Quick Summary:  In a future where ecological and other disasters has led to an Earth which is on the road to annihilation, a woman with nothing left uses robots on Mars to try and build a gigantic obelisk/tower that will last for ages after humanity is dead, only to be interrupted by a mysterious rover from a seemingly dead colony on Mars approaching the construction.
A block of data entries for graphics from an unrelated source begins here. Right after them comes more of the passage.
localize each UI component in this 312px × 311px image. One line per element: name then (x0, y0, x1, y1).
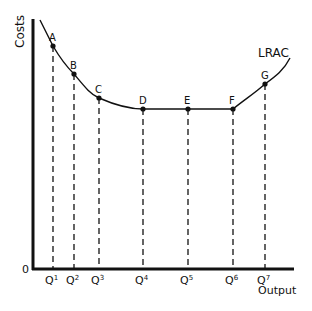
y-axis-label: Costs (13, 15, 27, 48)
point-e (185, 106, 190, 111)
point-label: E (184, 95, 190, 106)
x-tick-label: Q5 (180, 274, 193, 287)
origin-label: 0 (22, 263, 29, 276)
chart-canvas: Costs 0 Output LRAC AQ1BQ2CQ3DQ4EQ5FQ6GQ… (0, 0, 312, 311)
points-layer: AQ1BQ2CQ3DQ4EQ5FQ6GQ7 (45, 32, 270, 287)
point-label: D (139, 95, 147, 106)
point-c (96, 95, 101, 100)
point-label: C (95, 84, 102, 95)
x-tick-label: Q2 (66, 274, 79, 287)
point-f (230, 106, 235, 111)
x-tick-label: Q1 (45, 274, 58, 287)
point-label: G (261, 70, 269, 81)
point-d (140, 106, 145, 111)
point-b (71, 71, 76, 76)
x-tick-label: Q4 (135, 274, 149, 287)
point-label: F (229, 95, 235, 106)
x-tick-label: Q6 (225, 274, 239, 287)
point-g (262, 81, 267, 86)
point-label: A (49, 32, 56, 43)
point-a (50, 43, 55, 48)
x-tick-label: Q3 (91, 274, 104, 287)
curve-label: LRAC (258, 46, 289, 60)
point-label: B (70, 60, 77, 71)
lrac-chart: Costs 0 Output LRAC AQ1BQ2CQ3DQ4EQ5FQ6GQ… (0, 0, 312, 311)
lrac-curve (40, 20, 290, 109)
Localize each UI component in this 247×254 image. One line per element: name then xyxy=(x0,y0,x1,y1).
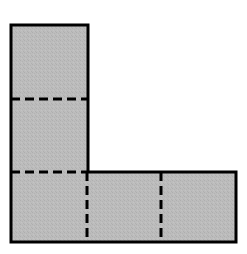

Review:  I really struggled between this story and the below story as my pick for this award, it's really that good.  The setting is way too believable - although perhaps the main character in real life would be a lot more vain than the one here - and the story still provides a total surprise.  The final ending is one of a triumph of hope over cynicism, in the face of plenty to be absolutely cynical about, and this story really needs to be read especially in this dark time.  I'm spoiling already too much to say that, although obviously it's not a long story.

Must Read.

1.  "Welcome to your Authentic Indian Experience™" by Rebecca Roanhorse (Apex, August 2017)

Quick Summary:  A Native American who works in a VR setting giving customers "authentic" native experiences - such as "vision quests" - finds himself confronted with a strange White customer who seems to want more from him....the experience itself.

Review:  Again, I tried not to spoil in the above summary - as a short story it's hard not to spoil when summarizing, and this really deserves to be experienced as blind as possible.  Unlike the last three stories, this one is not optimistic at all - a scifi/fantasy story featuring appropriation of Native identity and life on multiple different levels obviously can't be.  An example of the genre at its very finest, using scifi/fantasy trappings to illustrate a real word problem of utter seriousness in a way that should horrify even the most ignorant individual and get them thinking.

Must Read, and as this story was the one that won the Nebula, probably the favorite to win the Hugo as well.  Deservedly so.